• _Activity_: Quote these lines exactly: the one that holds "At what (x,y)" and every line after it to the end of the material below. Skip pictures.

• _Records to process_:
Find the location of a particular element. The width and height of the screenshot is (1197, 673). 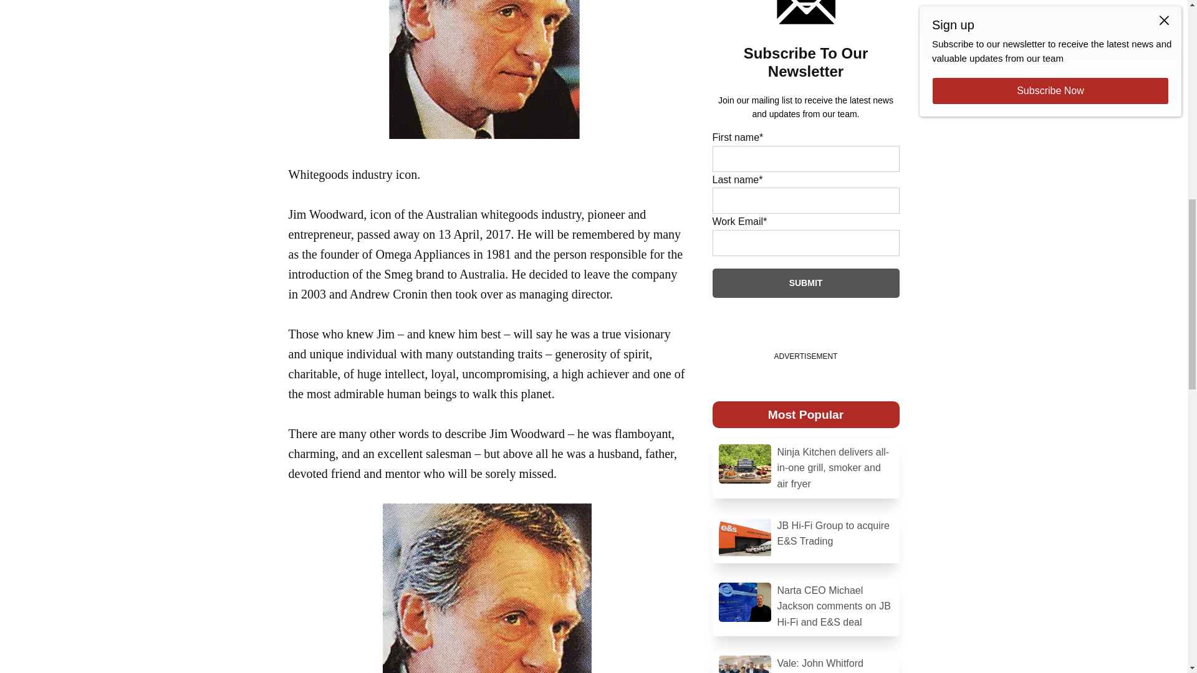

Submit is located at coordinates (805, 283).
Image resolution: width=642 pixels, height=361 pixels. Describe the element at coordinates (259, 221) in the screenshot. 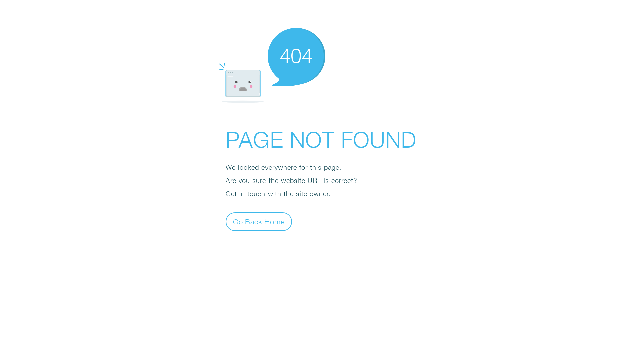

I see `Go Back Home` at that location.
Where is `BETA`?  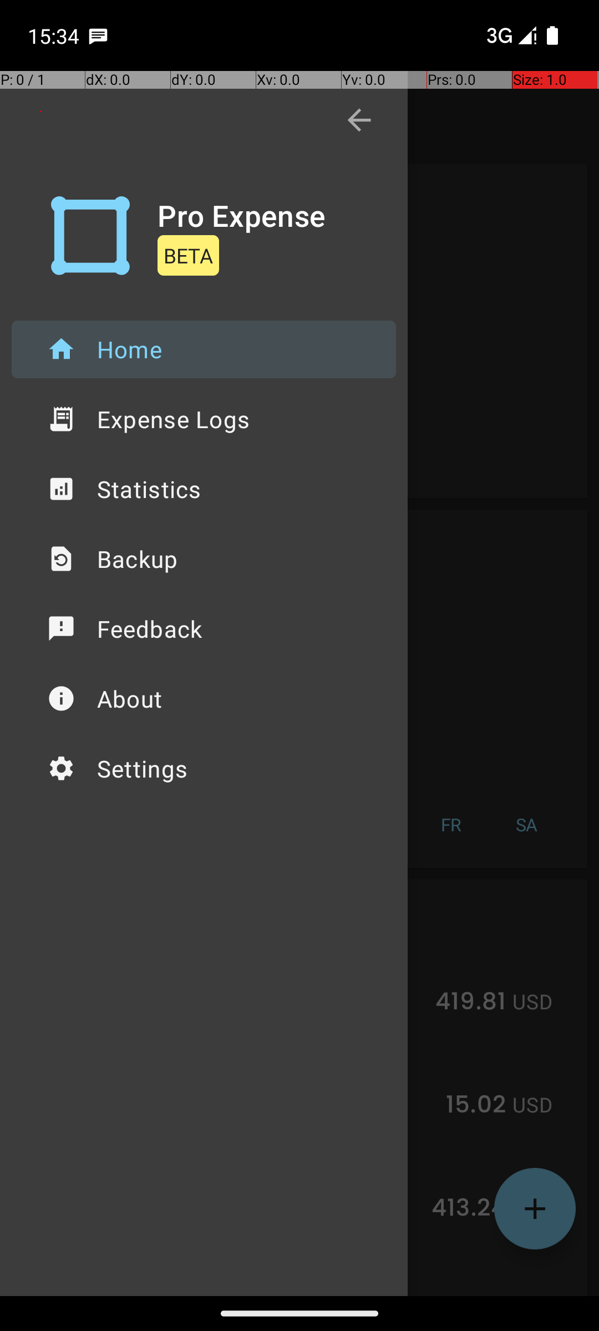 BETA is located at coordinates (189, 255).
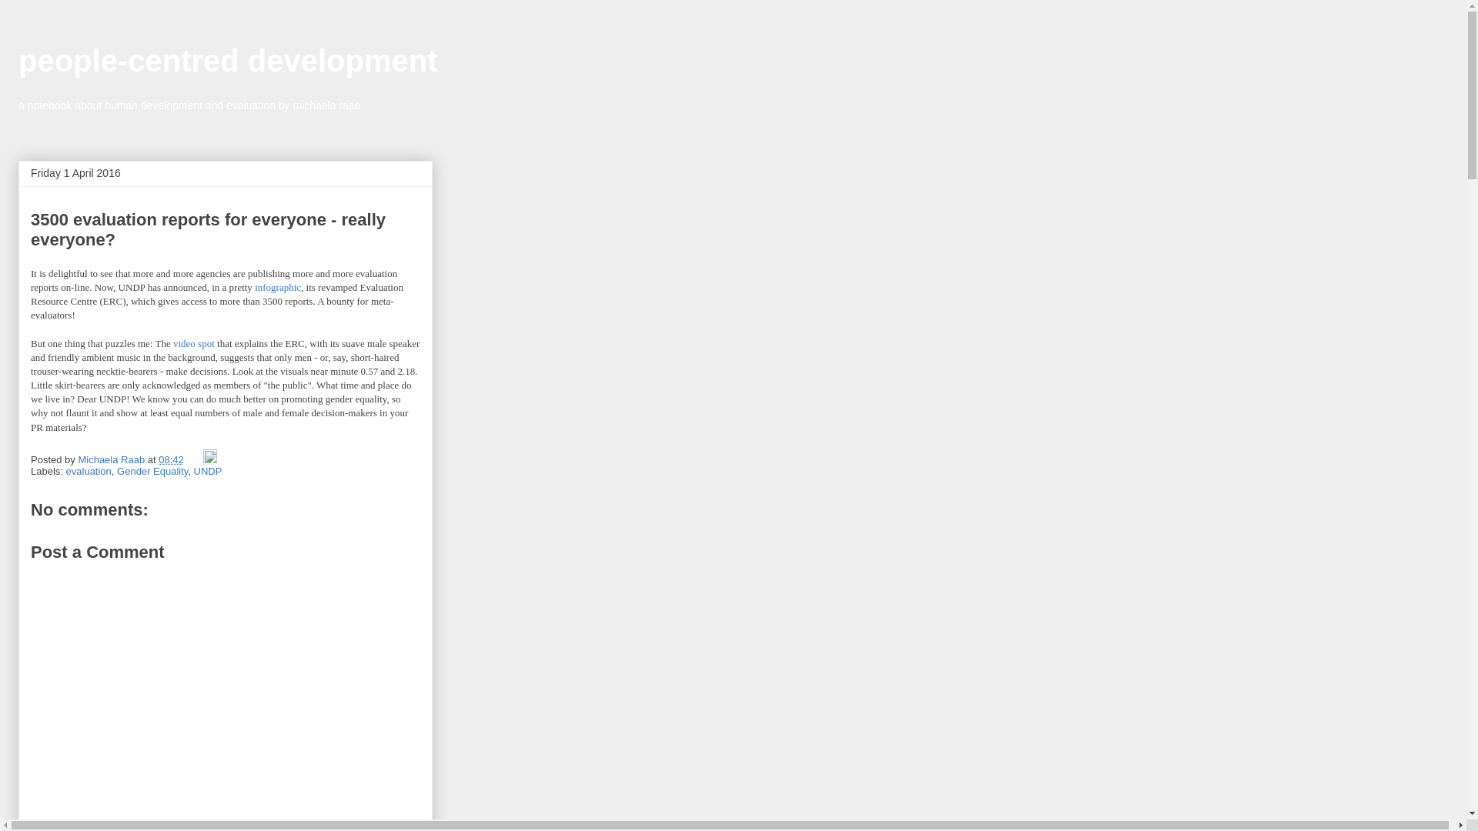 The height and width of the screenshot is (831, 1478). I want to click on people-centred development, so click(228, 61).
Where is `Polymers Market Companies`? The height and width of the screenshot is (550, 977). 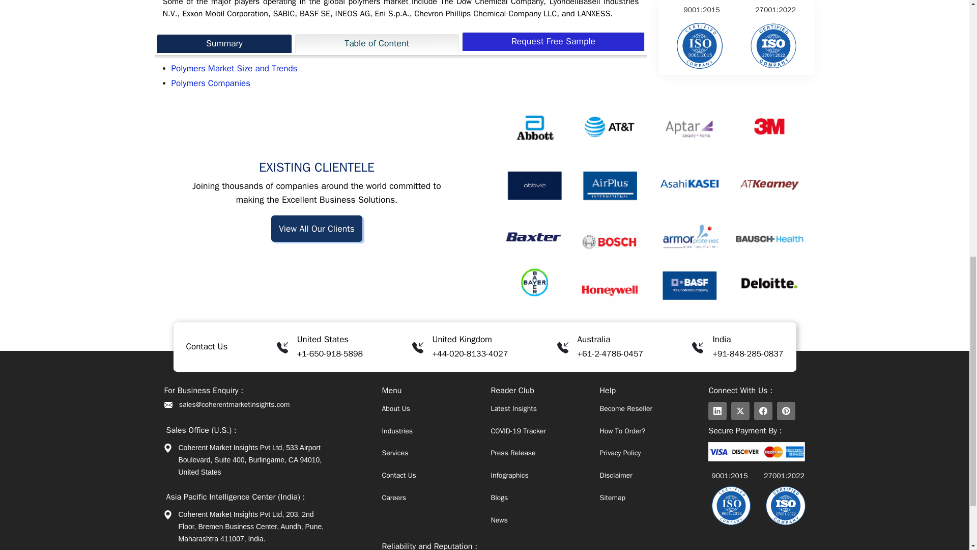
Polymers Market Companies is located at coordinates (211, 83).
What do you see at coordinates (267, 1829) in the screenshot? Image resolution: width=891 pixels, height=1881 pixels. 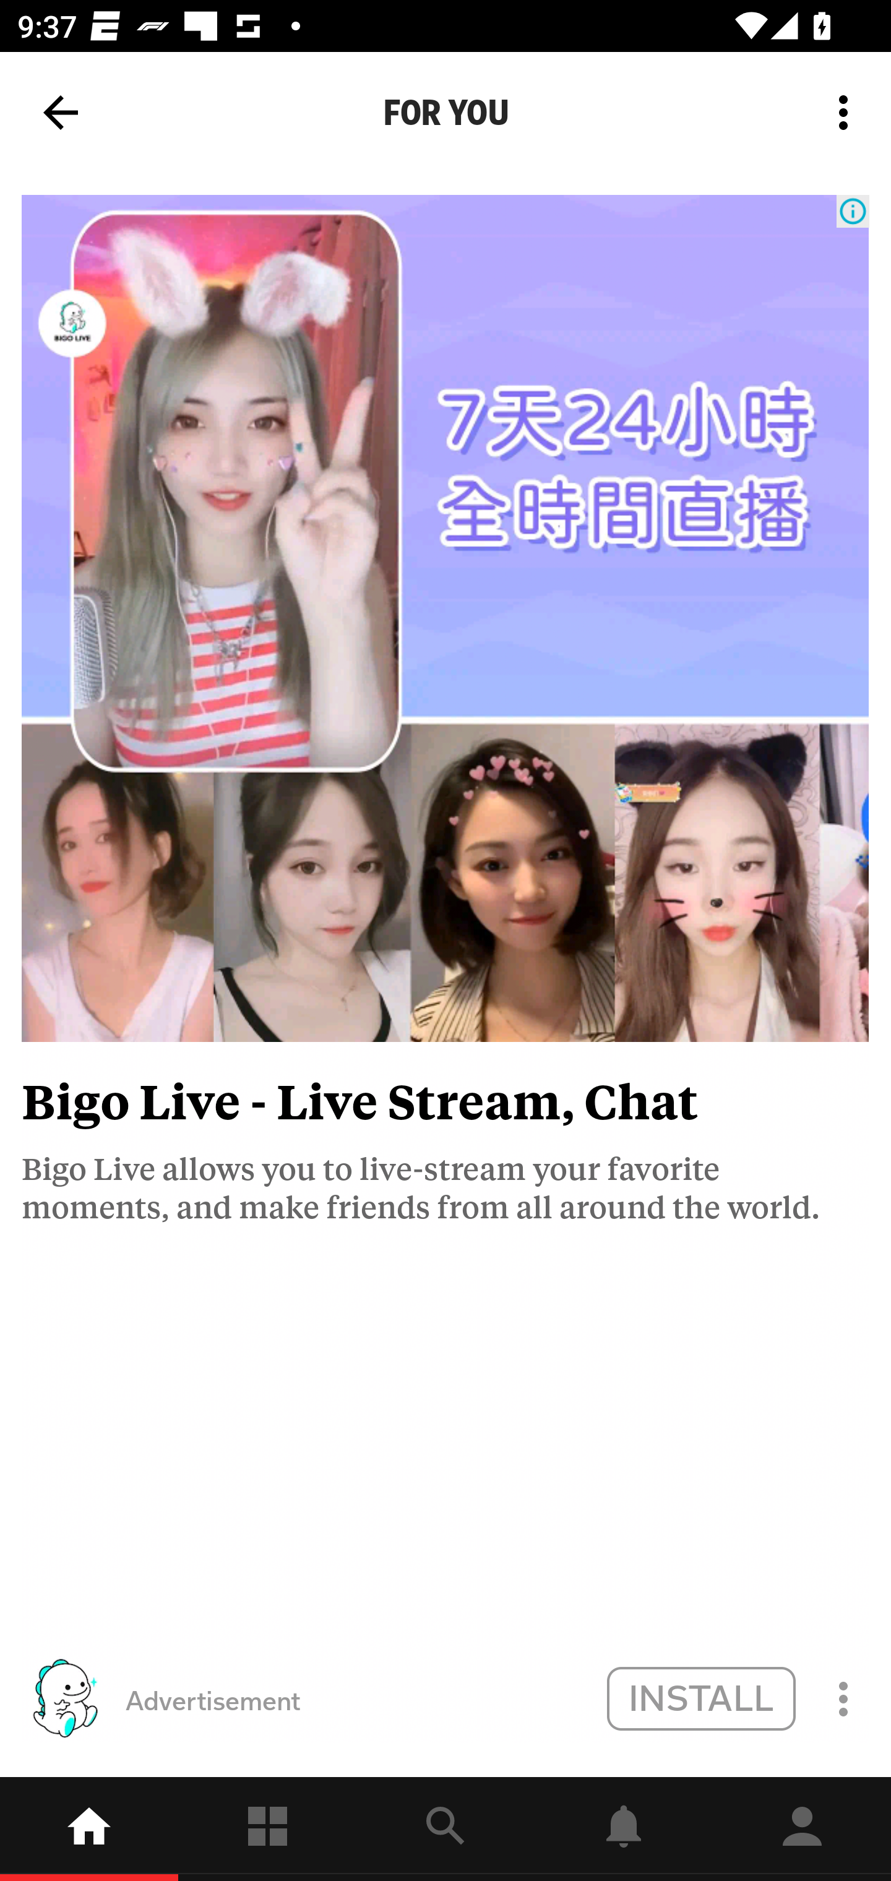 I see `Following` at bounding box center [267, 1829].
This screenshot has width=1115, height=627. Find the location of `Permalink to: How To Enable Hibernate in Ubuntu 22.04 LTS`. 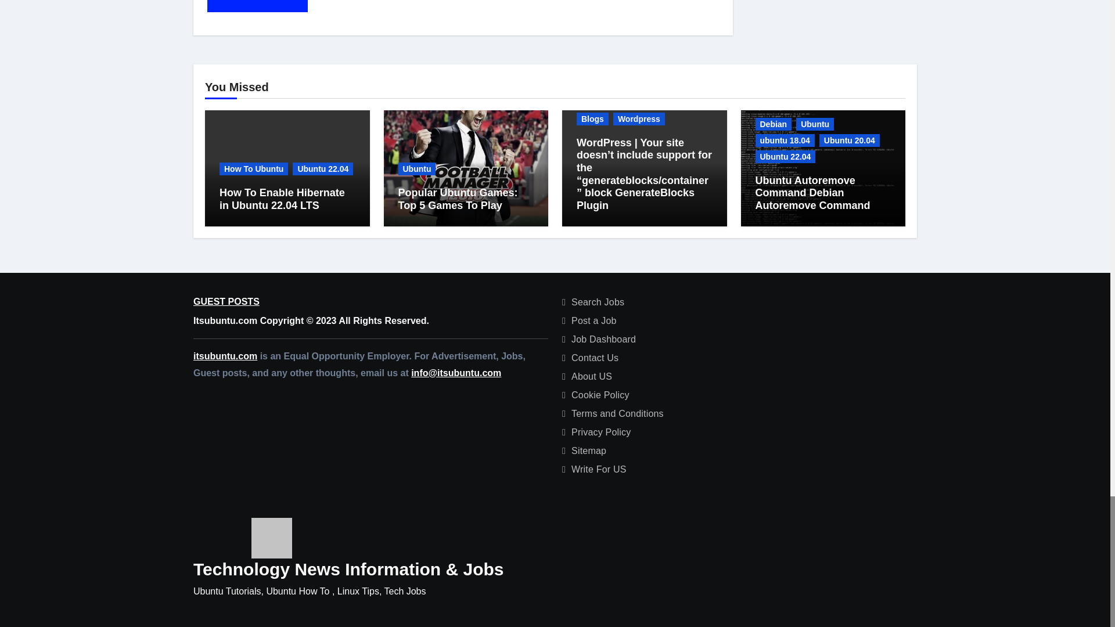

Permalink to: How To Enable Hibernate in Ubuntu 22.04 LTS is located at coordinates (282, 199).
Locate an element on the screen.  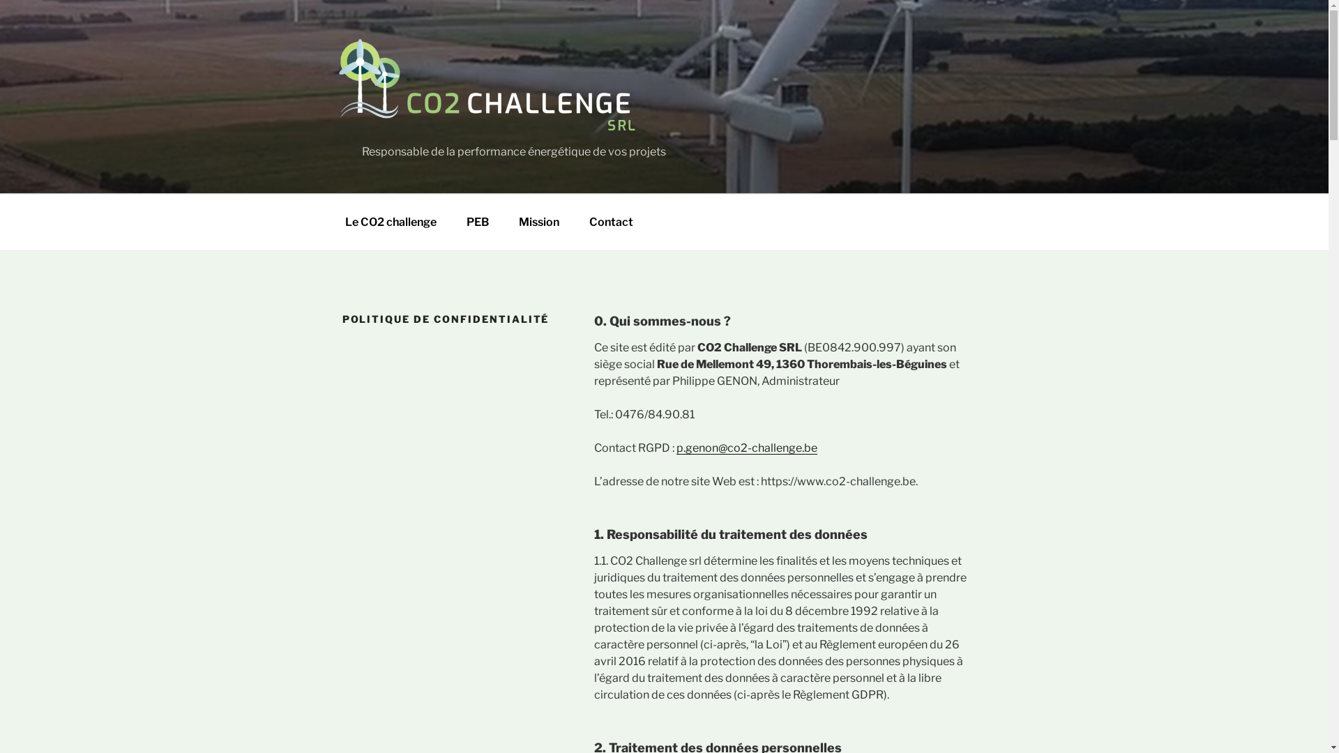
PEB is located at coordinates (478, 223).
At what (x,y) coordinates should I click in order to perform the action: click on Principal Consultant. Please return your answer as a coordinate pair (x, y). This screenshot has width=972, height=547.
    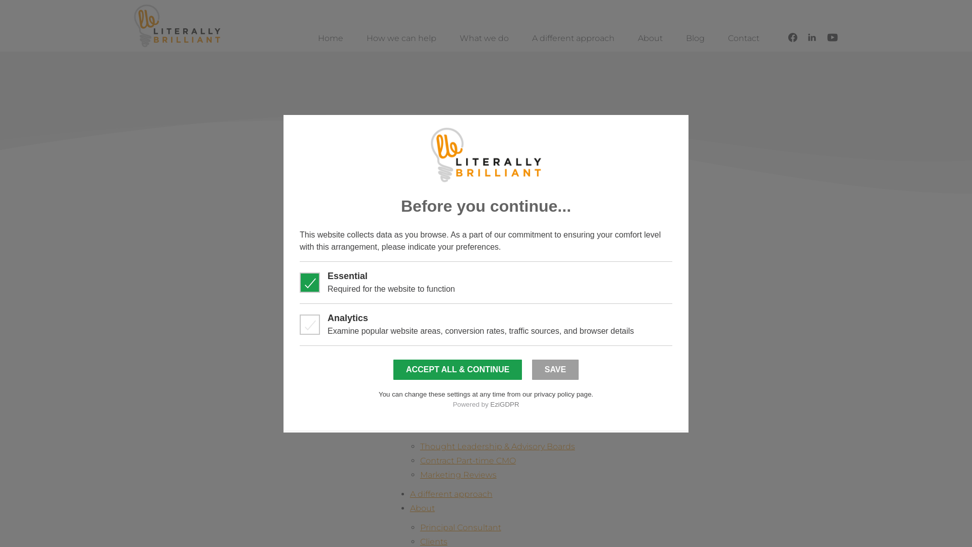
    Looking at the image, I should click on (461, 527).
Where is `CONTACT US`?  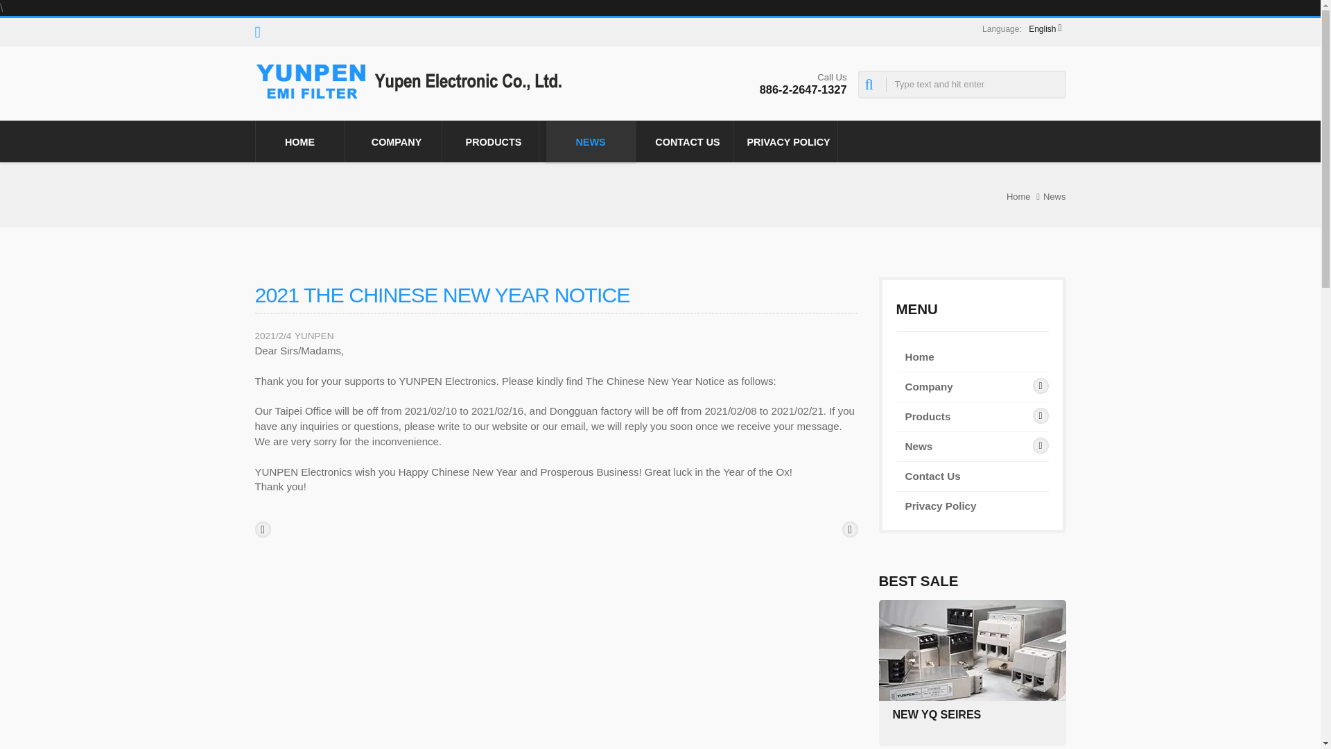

• _Exercise answer_:
At what (x,y) coordinates should I click in order to perform the action: click on Principal Consultant. Please return your answer as a coordinate pair (x, y). This screenshot has width=972, height=547.
    Looking at the image, I should click on (461, 527).
Where is `CONTACT US`?  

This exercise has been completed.